There is one way to avoid these negative outcomes. The government could set minimum standards for the insurance plans sold to seniors and the poor and set up exchanges, perhaps in the states, to enforce those standards. It could also guarantee that the premium support was adequate for poorer seniors (about half live solely on Social Security) to purchase those plans.

There’s a precedent for this approach. Republicans call it “Obamacare.” Democrats call it health care reform, which also included an Independent Payment Advisory Board that every year after 2015 is going to recommend to Congress cuts in Medicare anytime expenditures go over GDP+1. Republicans want to repeal this measure, along with the rest of the bill.

Turning Medicare and Medicaid over to the insurance industry selling exchange-regulated policies would require one more law change in order to achieve the savings promised by Ryan-Rivlin.
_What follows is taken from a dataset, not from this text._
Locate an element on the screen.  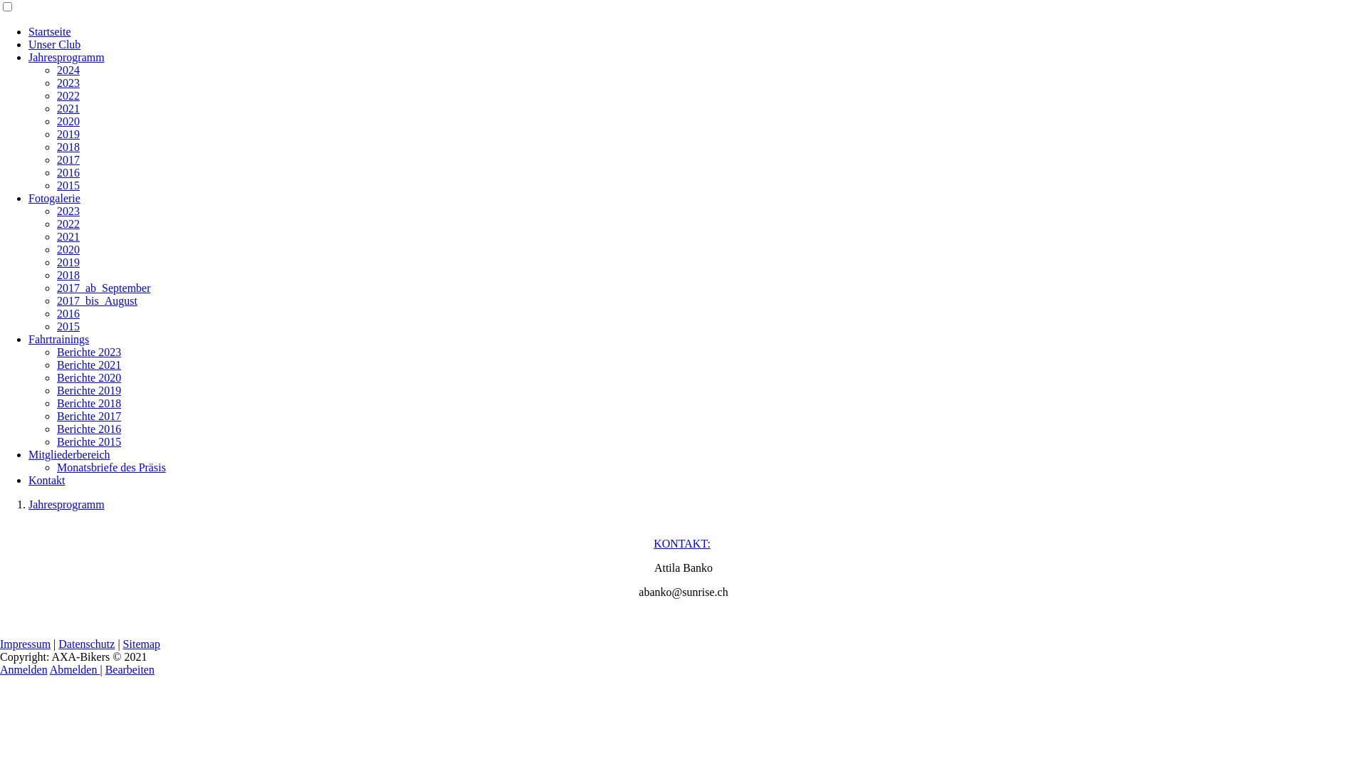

It would require the government directly regulate the prices charged by insurers so they never grew faster than GDP+1. While Democrats were willing to put that on the table for Medicare (subject to a Congressional vote, of course), no one has been willing to suggest price controls on the private sector.
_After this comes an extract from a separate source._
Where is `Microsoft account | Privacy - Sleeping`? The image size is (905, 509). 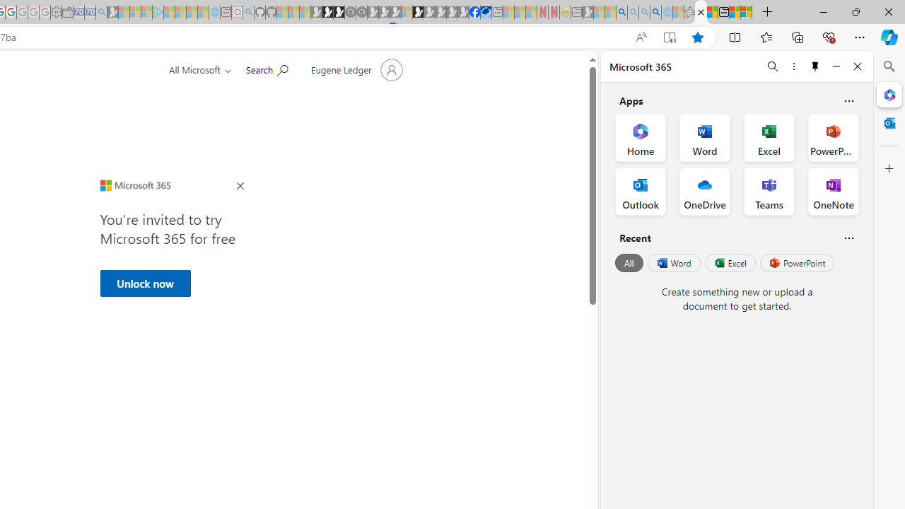
Microsoft account | Privacy - Sleeping is located at coordinates (146, 13).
Princeton University health economist Uwe Reinhardt, who sits on the boards of device-maker Boston Scientific and Amerigroup, a managed care provider, argued in his February critique of the Ryan-Rivlin plan that the most likely outcome of turning Medicare into a defined contribution plan from its current defined benefits would be an ever-widening gap between the level of government support and what constitutes good health care in our society. That would lead to “a multi-tiered health system with a highly financially constrained, bare-bones system for tax-financed health insurance, a broad but varied set of tiers for privately insured patients and a boutique tier for Americans able to afford that style of care.”

Ryan suggested his plan would avoid this fate by means testing the premium support handouts. “Wealthy seniors” would get less, while poorer and sicker seniors would get more. Yet he acknowledged that a premium support system would shift more costs onto seniors as a group.

And it was that element that drew immediate fire from his counterpart on the Budget Committee, ranking member Rep. Chris Van Hollen, D-Md., who was more than willing to send a surge of current down the third rail of American politics. The Ryan plan, he said, would “end the current health care guarantees for seniors on Medicare, and deny health care coverage to tens of millions of Americans. That’s not courageous, it’s wrong.”